--- WHAT THE TASK REQUIRES ---
When you reach the line with "The height and", start repeating the lines exactly and keep going to the end of the records, but drop every picture.

--- PROVIDED RECORDS ---
+--

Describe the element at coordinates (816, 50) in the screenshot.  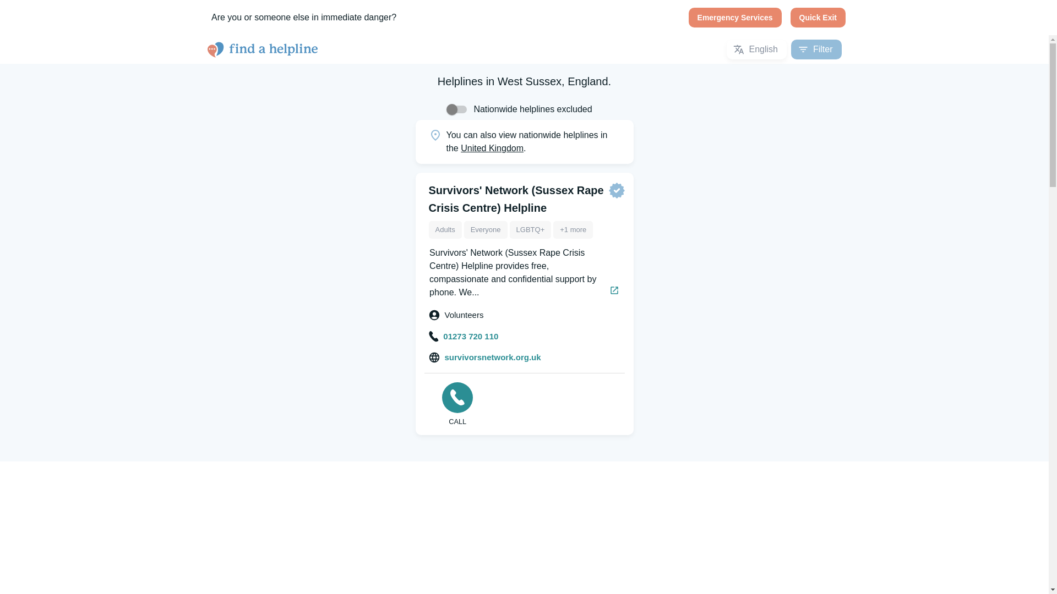
I see `Filter` at that location.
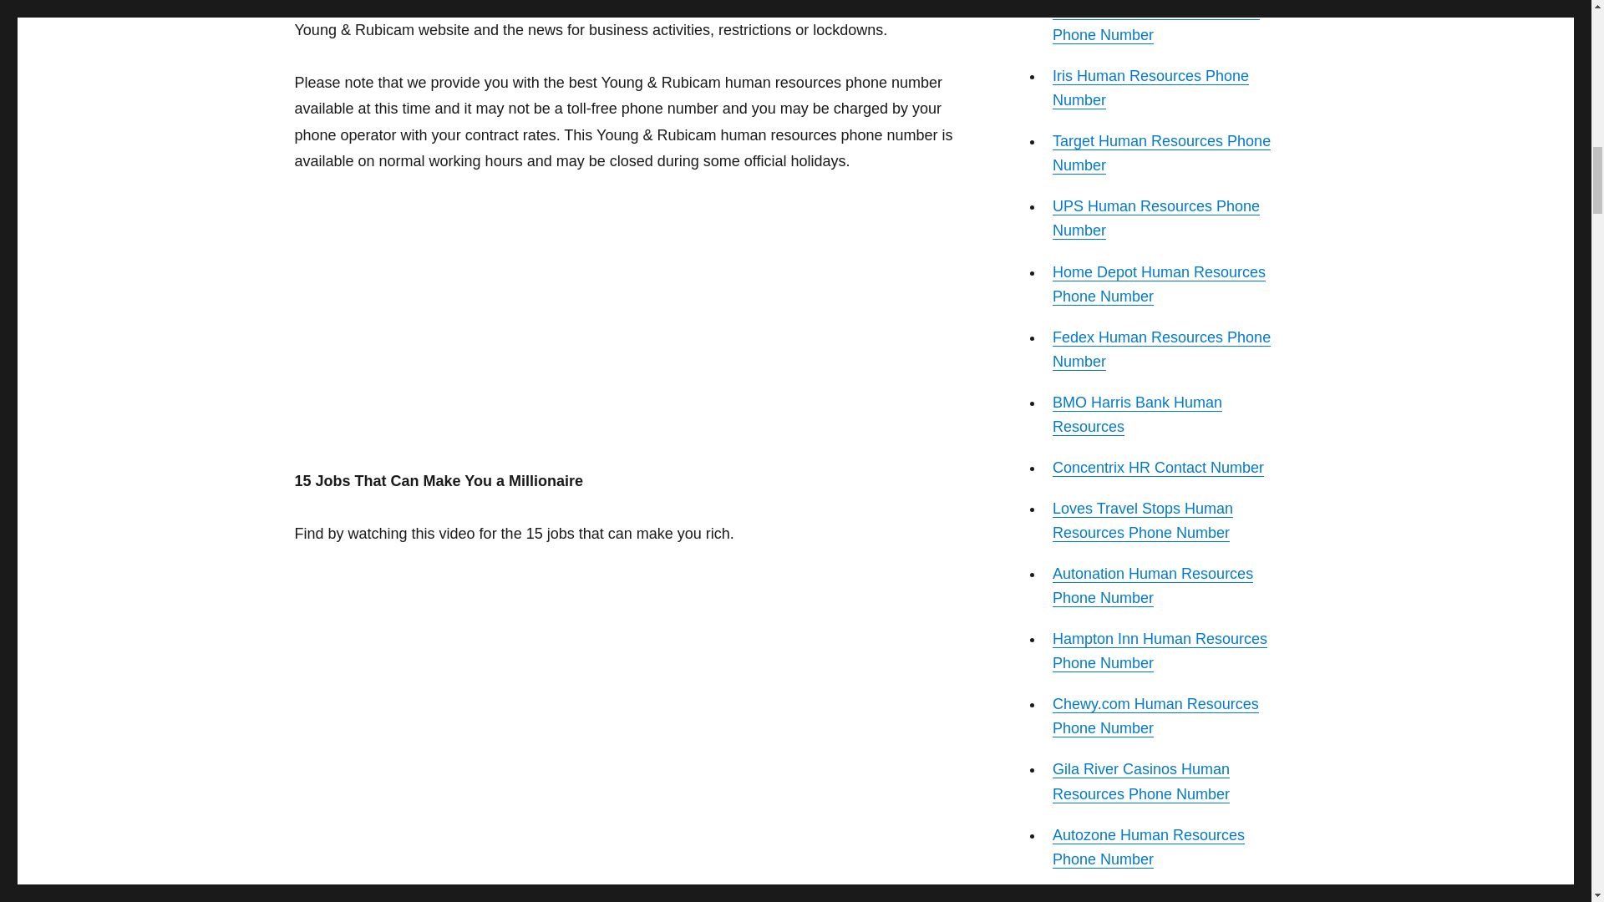 Image resolution: width=1604 pixels, height=902 pixels. I want to click on Target Human Resources Phone Number, so click(1161, 153).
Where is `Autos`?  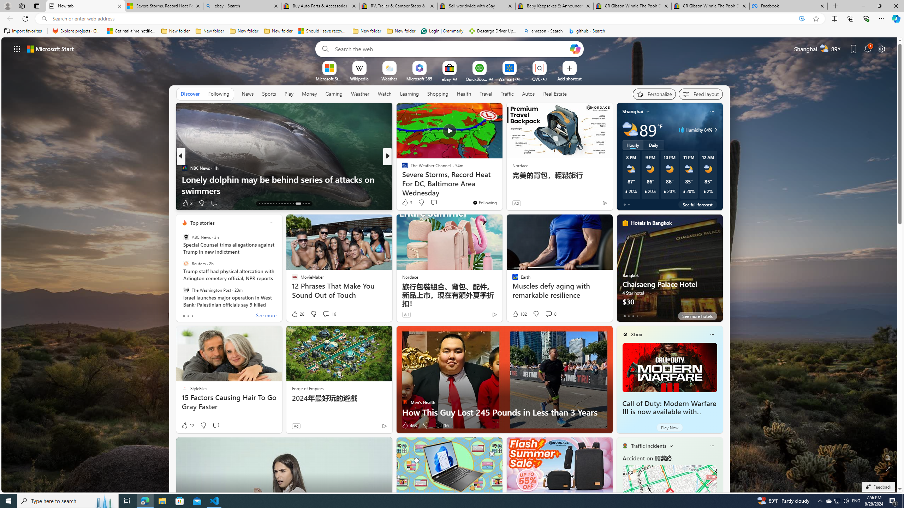 Autos is located at coordinates (529, 94).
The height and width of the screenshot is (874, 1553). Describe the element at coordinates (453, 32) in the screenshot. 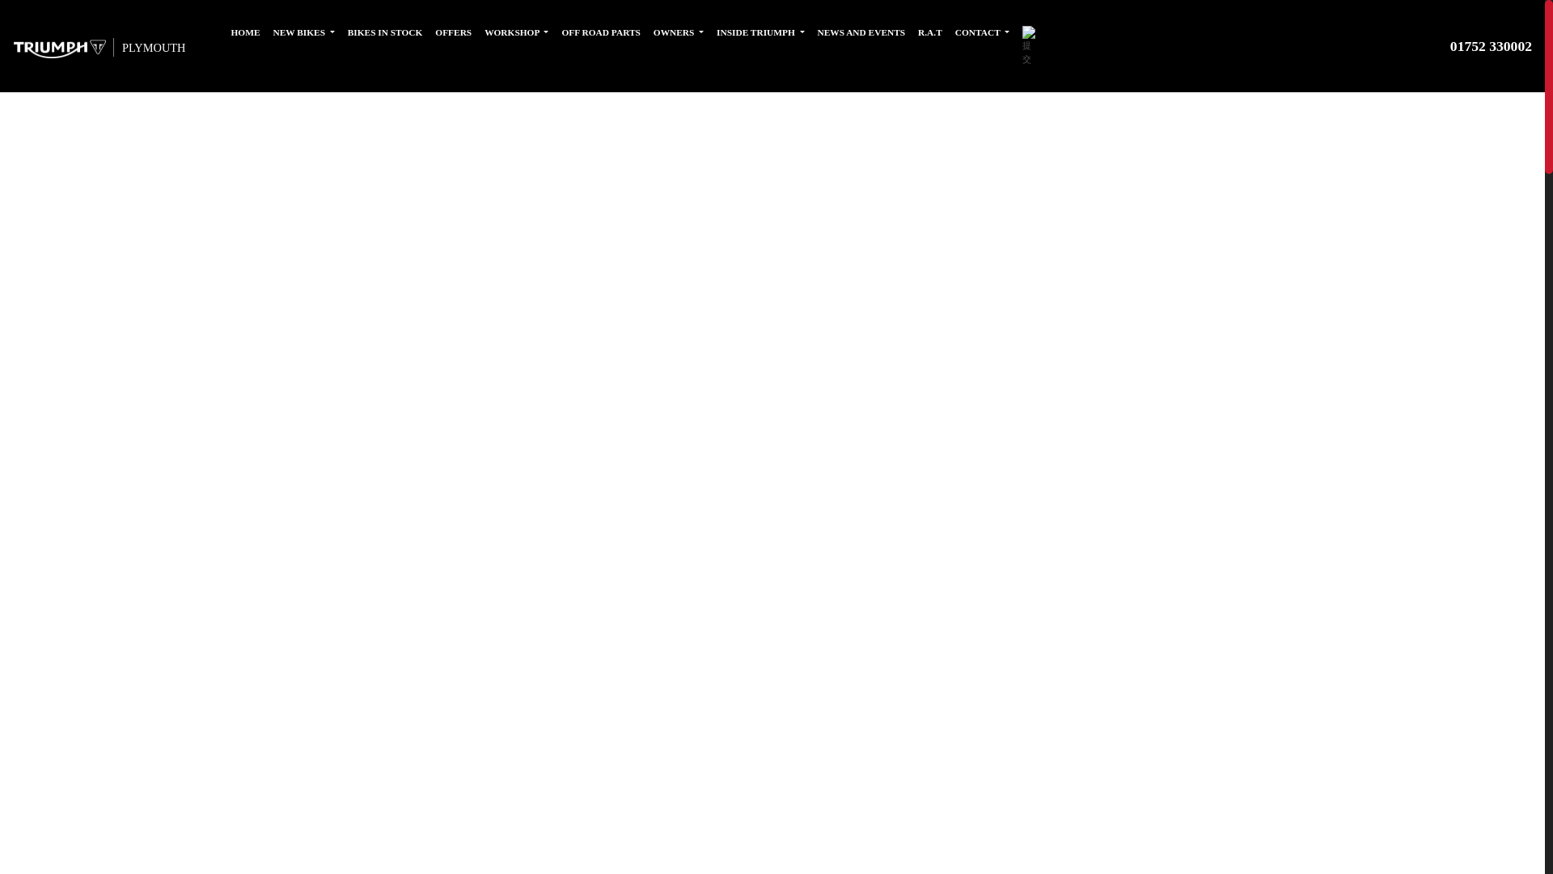

I see `OFFERS` at that location.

+--

--- RESULT BELOW ---
The height and width of the screenshot is (874, 1553). Describe the element at coordinates (453, 32) in the screenshot. 

I see `OFFERS` at that location.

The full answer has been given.